Heatwaves and tropical storms can supercharge hurricanes, a situation exacerbated by global warming. 2017 saw Puerto Rico battered by Hurricane Maria – which inflicted the worst damage on the island in recorded history. Over 3,000 people died in the Category 5 storm, which caused some $90 billion (£66 million) of damage, including countless crops, housing and infrastructure critical to sanitation and irrigation. The emotional toll was also high: attempted suicide tripled in the three months following the hurricane as residents struggled to put the pieces of their lives back together. Here, dawn breaks over all that remains of a home in Playa El Negro five months after Hurricane Maria.

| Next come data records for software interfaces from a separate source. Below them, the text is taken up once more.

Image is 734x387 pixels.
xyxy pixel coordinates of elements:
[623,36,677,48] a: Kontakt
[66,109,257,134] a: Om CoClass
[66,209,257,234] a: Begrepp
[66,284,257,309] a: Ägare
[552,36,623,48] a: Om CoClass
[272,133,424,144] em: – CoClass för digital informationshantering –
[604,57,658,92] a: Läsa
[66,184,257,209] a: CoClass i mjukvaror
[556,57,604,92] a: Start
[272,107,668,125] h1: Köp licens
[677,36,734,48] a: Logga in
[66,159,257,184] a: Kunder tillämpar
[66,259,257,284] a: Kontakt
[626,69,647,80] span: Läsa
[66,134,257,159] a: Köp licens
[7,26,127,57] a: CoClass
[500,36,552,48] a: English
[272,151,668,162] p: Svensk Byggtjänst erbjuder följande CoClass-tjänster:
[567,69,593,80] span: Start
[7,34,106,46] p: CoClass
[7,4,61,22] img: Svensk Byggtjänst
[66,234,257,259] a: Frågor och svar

In some of the world’s poorest countries, extreme weather patterns are making already challenging conditions intolerable. An aerial photo captures devastation above Jeremie, Haiti, in the wake of Category 4 storm Hurricane Matthew, October 2016. The Caribbean island has been battered by successive natural disasters amidst political instability and poverty. In summer 2021, the country endured a magnitude 7.2 earthquake, a direct hit from tropical storm Grace and the assassination of its president all within a six week period.

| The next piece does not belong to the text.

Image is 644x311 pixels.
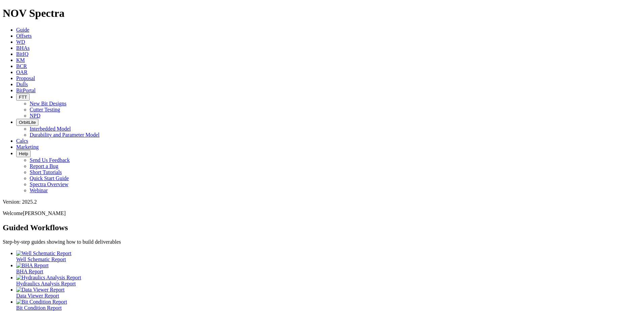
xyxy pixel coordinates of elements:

Lake Urmia is an enormous hypersaline inland lake in Iran that has been the victim of a slew of impacts. Evaporation from warming and the plundering of the lake’s waters for irrigation have meaned that between 1995 and 2013 the lake lost around 90% of its volume. Most of it is now a salty desert, and scientists fear the lake may disappear completely if critical water saving measures are not adopted.
Lake Urmia is also home to a unique ecosystem, with its islands providing breeding grounds for migratory birds such as flamingos and pelicans, and a saline environment for a unique diversity of plankton. The lake’s dramatic water reduction has unbalanced these systems, with an increase of salinity causing organisms – specifically a family of algae called Dunaliella and bacteria called Halobacteriaceae – to increase in density and release red pigment, changing the colour of the entire lake. Here, despite this, two summer holidaymakers relax in Lake Urmia’s waters.
A young child is treated for pneumonia in the intensive care unit of an Ulaanbaatar hospital. With an expanding population reliant on coal-burning stoves, during winter the Mongolian capital is one of the most polluted cities in the world, with micrograms of pollutants at 27 times the WHOs recommended safety levels. Most vulnerable are children, with pneumonia a leading cause of child mortality.